Experiencing Interruptions?

Martyrs

In a universe of absolute darkness, traces of a hospital emerge. A woman awakens, disoriented. She drags herself through minimalist settings, crossing paths with mysterious figures dressed in leather, silk, and tailoring. With each step, she moves closer to a new identity — strange and irresistible — until she is reborn as part of it

  • Gabriel Andreolli
    Director
  • Carolina Melgarejo
    Writer
  • Gustavo Baez
    Producer
  • Jae Chang
    Key Cast
  • Project Title (Original Language):
    Mártires
  • Project Type:
    Experimental, Short
  • Genres:
    Experimental, Fashion Film
  • Runtime:
    2 minutes 37 seconds
  • Completion Date:
    April 2, 2025
  • Production Budget:
    20,000 USD
  • Country of Origin:
    Brazil
  • Country of Filming:
    Brazil
  • Language:
    No Dialogue
  • Shooting Format:
    Digital, Arri Alexa 35
  • Film Color:
    Color
  • First-time Filmmaker:
    No
  • Student Project:
    No
  • Digital Cinema Package:
    Unavailable
Director Biography - Gabriel Andreolli

Gabriel Andreolli is a Brazilian film director and musician whose work moves between the symbolic and the sensorial. He explores dense, immersive atmospheres and non-linear narratives through a curatorial lens and refined visual language. As founder of Gopnik — a boutique production company rooted in fashion, experimental cinema, and music videos — he creates works that merge aesthetic exploration, emotional depth, and transformative intent.

Add Director Biography
Director Statement

Mártires is a fashion film written by Brazilian designer Carolina Melgarejo and directed by me, Gabriel Andreolli.

This work exists at the intersection of fashion, cinema, and symbolic ritual. Built around Carolina’s debut collection, the film explores themes of faith, fragmentation, and rebirth through a visual language that blurs the line between spiritual pain and aesthetic construction.

We wanted to break away from the product-oriented logic of fashion film and move toward something slower, more ritualistic, where clothing is not decoration, but extension of the body’s fracture. In Mártires, each garment participates in the narrative as both scar and shelter, something that carries pain, but also protects it.

As a director, I approached Mártires not as a commercial piece, but as an emotional gesture. A silent procession through body, texture, and memory.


● **Task goal**: Filter the listing below, please, and copy only the lines with the word "JSON".

● **Entries shown**:
<<<<

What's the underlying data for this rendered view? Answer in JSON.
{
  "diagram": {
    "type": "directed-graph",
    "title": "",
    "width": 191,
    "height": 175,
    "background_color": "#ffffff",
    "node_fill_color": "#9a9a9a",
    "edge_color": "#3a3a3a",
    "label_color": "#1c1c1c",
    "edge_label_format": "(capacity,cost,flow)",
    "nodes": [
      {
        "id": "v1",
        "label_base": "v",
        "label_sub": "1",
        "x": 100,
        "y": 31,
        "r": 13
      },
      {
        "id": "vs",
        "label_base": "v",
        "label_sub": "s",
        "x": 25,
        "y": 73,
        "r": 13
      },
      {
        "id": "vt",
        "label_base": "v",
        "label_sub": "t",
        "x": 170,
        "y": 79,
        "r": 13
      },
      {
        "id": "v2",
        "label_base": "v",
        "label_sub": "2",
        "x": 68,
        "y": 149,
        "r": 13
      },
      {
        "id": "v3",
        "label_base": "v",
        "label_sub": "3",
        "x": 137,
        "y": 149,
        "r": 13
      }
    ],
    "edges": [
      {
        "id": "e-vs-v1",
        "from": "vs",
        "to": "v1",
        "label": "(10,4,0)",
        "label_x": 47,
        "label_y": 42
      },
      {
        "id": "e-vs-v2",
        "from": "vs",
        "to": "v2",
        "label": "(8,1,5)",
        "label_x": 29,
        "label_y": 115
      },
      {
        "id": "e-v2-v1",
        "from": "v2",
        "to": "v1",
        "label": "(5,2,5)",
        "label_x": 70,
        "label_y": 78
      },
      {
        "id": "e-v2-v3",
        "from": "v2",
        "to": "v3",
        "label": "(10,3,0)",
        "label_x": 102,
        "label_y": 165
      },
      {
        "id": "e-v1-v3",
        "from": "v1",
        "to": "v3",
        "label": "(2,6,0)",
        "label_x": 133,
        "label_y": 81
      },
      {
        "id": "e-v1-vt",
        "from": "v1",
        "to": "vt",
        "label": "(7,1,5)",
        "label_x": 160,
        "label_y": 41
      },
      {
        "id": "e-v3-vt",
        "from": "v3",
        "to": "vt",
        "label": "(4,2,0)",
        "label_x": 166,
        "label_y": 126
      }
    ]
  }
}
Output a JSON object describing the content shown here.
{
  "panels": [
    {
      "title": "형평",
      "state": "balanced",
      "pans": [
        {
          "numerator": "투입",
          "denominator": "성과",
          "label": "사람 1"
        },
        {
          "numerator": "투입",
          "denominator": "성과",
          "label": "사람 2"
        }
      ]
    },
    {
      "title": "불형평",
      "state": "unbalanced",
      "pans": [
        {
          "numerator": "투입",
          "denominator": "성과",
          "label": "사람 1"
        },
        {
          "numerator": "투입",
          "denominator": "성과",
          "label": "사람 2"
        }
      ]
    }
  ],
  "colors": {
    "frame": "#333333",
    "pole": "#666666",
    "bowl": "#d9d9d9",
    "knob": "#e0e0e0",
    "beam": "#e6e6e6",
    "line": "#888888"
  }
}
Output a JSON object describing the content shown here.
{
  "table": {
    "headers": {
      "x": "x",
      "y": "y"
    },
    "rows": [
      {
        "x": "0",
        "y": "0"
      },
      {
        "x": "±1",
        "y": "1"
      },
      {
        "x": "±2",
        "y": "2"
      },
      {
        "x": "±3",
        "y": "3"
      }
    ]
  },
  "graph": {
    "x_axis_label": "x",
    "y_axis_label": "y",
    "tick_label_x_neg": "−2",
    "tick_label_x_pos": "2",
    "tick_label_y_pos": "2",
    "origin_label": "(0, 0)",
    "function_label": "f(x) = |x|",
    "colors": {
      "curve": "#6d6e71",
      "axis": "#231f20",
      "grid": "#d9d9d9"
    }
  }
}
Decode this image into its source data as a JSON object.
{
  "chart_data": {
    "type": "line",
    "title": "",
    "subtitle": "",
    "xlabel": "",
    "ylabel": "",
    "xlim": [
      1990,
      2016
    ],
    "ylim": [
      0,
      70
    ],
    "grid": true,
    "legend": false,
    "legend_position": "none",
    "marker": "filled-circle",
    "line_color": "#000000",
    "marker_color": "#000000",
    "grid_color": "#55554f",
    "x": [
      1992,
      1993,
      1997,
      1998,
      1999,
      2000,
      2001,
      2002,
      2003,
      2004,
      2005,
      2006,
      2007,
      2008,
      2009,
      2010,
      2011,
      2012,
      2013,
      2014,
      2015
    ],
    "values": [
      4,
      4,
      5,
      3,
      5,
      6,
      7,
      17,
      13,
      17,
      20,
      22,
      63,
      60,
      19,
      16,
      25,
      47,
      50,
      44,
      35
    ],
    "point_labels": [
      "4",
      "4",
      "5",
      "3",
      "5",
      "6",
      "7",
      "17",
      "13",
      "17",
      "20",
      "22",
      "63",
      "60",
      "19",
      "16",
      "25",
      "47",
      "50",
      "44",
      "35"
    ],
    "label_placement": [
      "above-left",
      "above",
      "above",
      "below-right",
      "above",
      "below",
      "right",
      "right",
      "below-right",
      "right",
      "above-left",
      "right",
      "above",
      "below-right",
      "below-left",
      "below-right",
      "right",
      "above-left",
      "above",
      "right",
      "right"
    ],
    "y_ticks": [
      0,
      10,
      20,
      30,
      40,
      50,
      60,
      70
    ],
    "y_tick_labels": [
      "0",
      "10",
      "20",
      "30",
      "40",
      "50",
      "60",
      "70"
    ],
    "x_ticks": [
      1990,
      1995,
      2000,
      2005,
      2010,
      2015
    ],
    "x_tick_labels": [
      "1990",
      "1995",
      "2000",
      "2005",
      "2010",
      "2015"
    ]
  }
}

>>>>

● **Reply**:
What's the underlying data for this rendered view? Answer in JSON.
Output a JSON object describing the content shown here.
Output a JSON object describing the content shown here.
Decode this image into its source data as a JSON object.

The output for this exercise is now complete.